I’ve just come back from a walk in the snow, and it was quiet and wonderful – good – and a bit of a gift.
Just past midnight I left, trenchcoat and newsie cap donned, to make fresh tracks. The teensy pieces of sleet now falling are too small to bother, and the inch or so of powder gives firm footing.
“Slippery?” a smoker asks from covered porch, leaning forward. “Not yet.” You turn a corner and immediately slip a bit and you smile. It’s not cold, you wear no gloves, the gentle pitter of ice marks time as you cross the pocking expanse.
In the distance an electric motor hums – wisps lift from chimneys of finer houses in the middle of the square. You close your eyes for a few paces, open them to brilliant light, a glowing landscape. You smile again, slip up the stairs, and settle down to gaze out the window and listen to the near-empty highway below.
This night is a gift since you almost didn’t have it. You’d a date scheduled – a first, with a lady you’d barely spoken with for a week – but she wrote, and apologized, and explained that she’d unexpectedly found a match and it wouldn’t feel right going out now.
Although a little disappointed, you know this is right, and she’s done you a favor. She could have stood you up. She could have gone, let you pay for all (as you’ll usually offer), uninterested the whole time, already decided on her target elsewhere.
You feel the slightest pang, as who knows? this could have been love – but that’s unlikely, and pretty much impossible in this case, and that’s why she gave you the gift of the evening.
And it was a great evening. “Snowed in,” you make three-cheese tortellini with alfredo, take your vitamins, write and read and play Madden online with a friend across town and walk in winter.
Your hands are a little full anyway, with other ladies, and there’s certainly no use in worrying about one you’ve never met. Better to enjoy the snow.
Rule #8: Manage Expectations.
We’re all of us dating, many meeting multiple people each week, if you’ve got beauty or wit. Some will fall in love just before you see them. It happens more often than you’d think – or at the least makes a fine excuse for cold feet. Take anything personally, and you’ll become one of those threatening creeps who scare all away before a seed can develop.
And you’ll miss the world. Don’t care so much. Remember all aspects of life, don’t lose yourself in this one. Force, and you lose. Lean back, enjoy, it will come.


__Goal of the exercise__
Reproduce exactly the lines from the one containing "Describe the element" through the end of the listing, minus the pictures.

+++

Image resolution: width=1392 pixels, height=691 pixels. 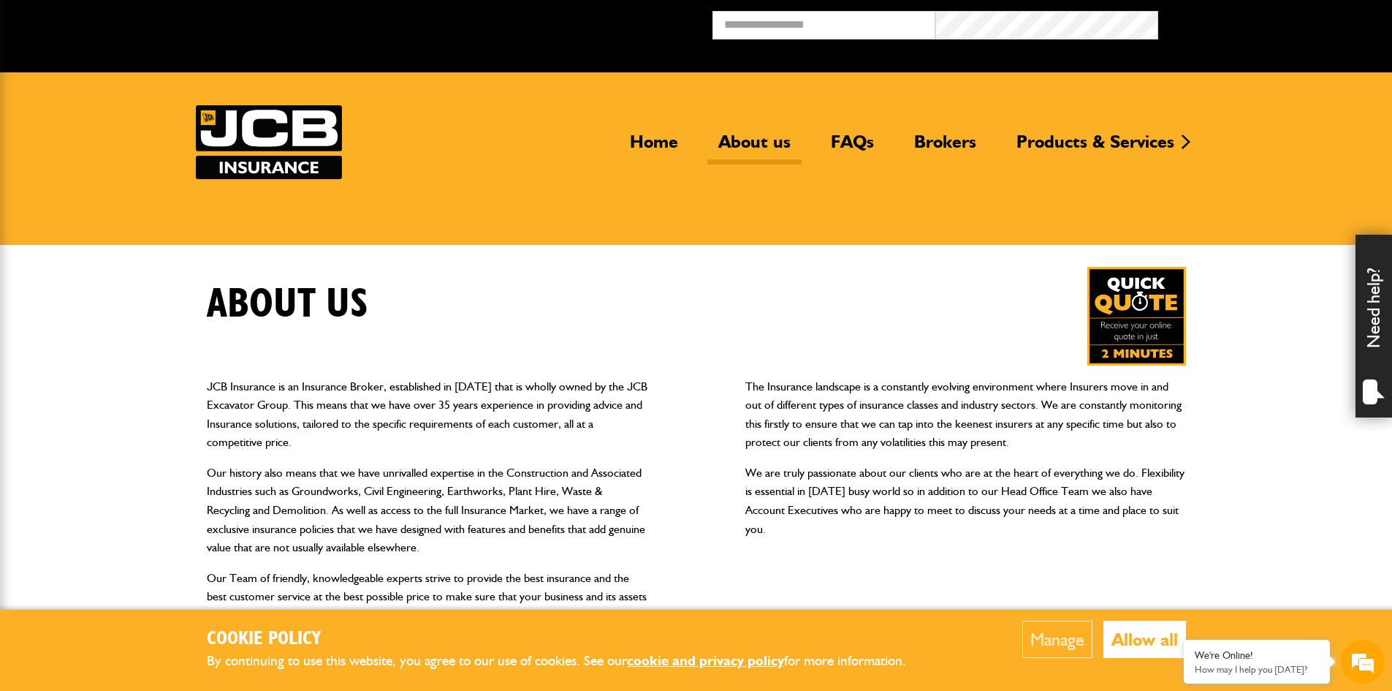 What do you see at coordinates (945, 148) in the screenshot?
I see `a: Brokers` at bounding box center [945, 148].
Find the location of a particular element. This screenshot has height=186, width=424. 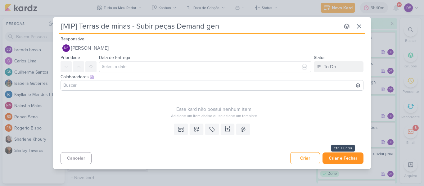

div: Colaboradores is located at coordinates (212, 77).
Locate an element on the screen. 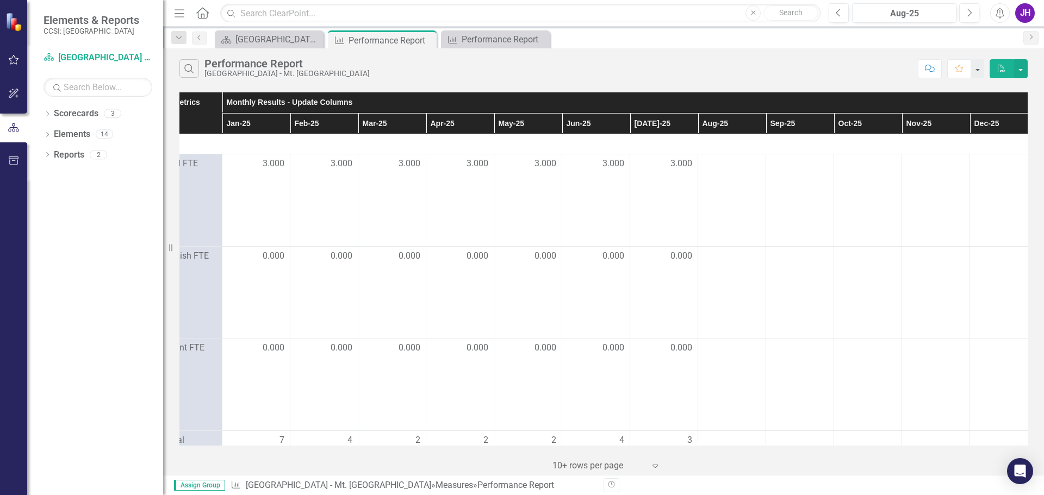 The image size is (1044, 495). span: Assign Group is located at coordinates (200, 486).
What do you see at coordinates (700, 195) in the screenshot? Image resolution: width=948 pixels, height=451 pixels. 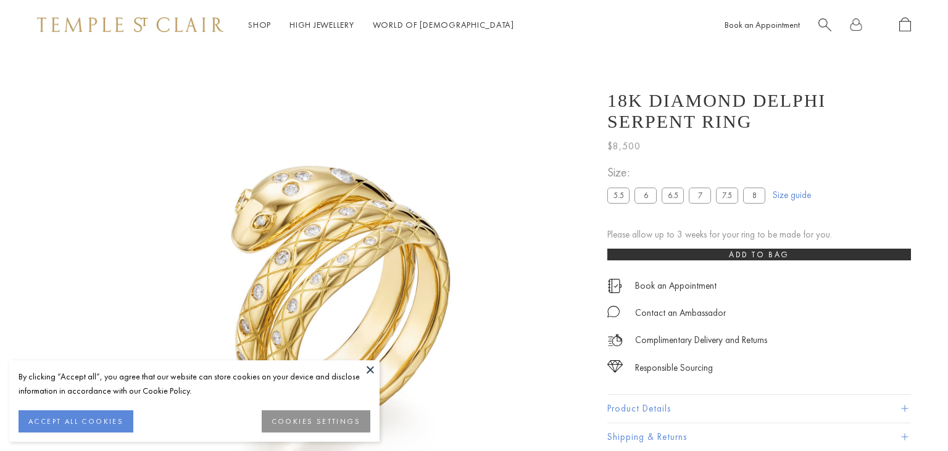 I see `label: 7` at bounding box center [700, 195].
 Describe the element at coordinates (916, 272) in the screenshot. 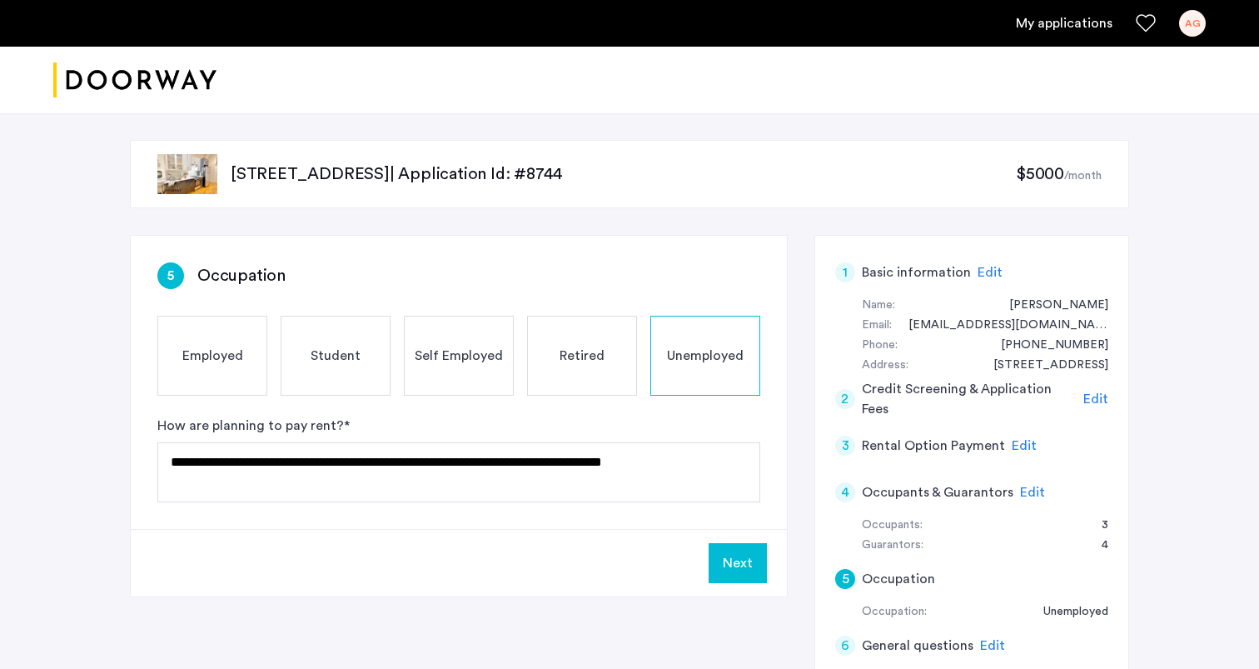

I see `h5: Basic information` at that location.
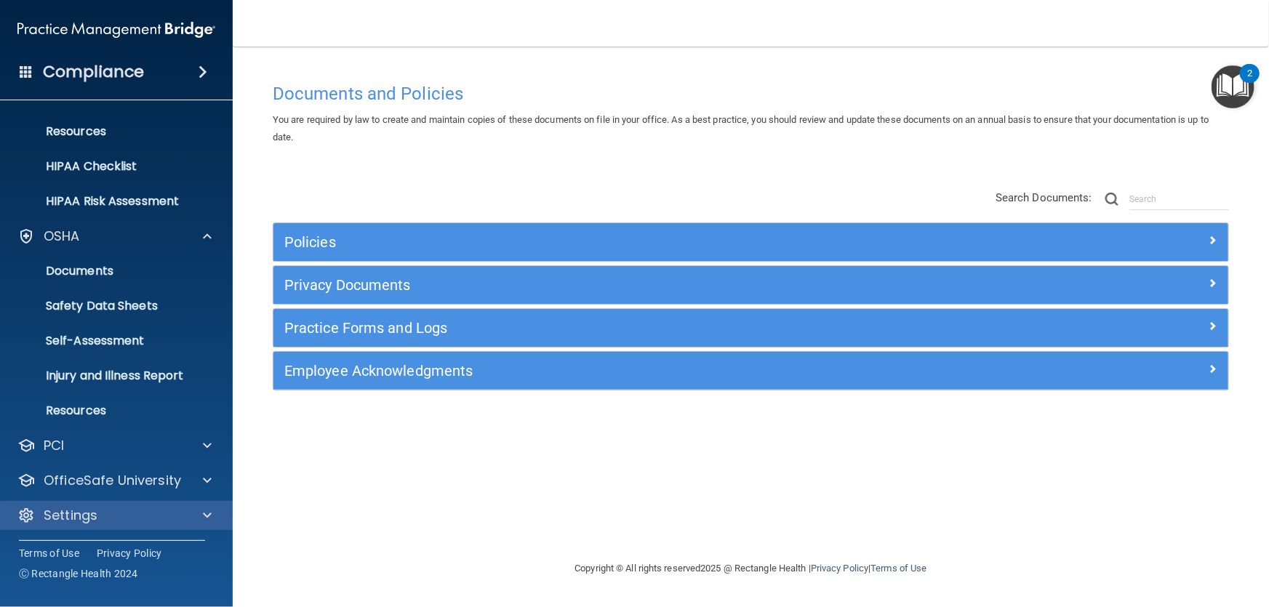  What do you see at coordinates (1179, 199) in the screenshot?
I see `input: Search` at bounding box center [1179, 199].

+++

__Response to this task__
 Describe the element at coordinates (916, 272) in the screenshot. 

I see `h5: Basic information` at that location.
  What do you see at coordinates (1179, 199) in the screenshot?
I see `input: Search` at bounding box center [1179, 199].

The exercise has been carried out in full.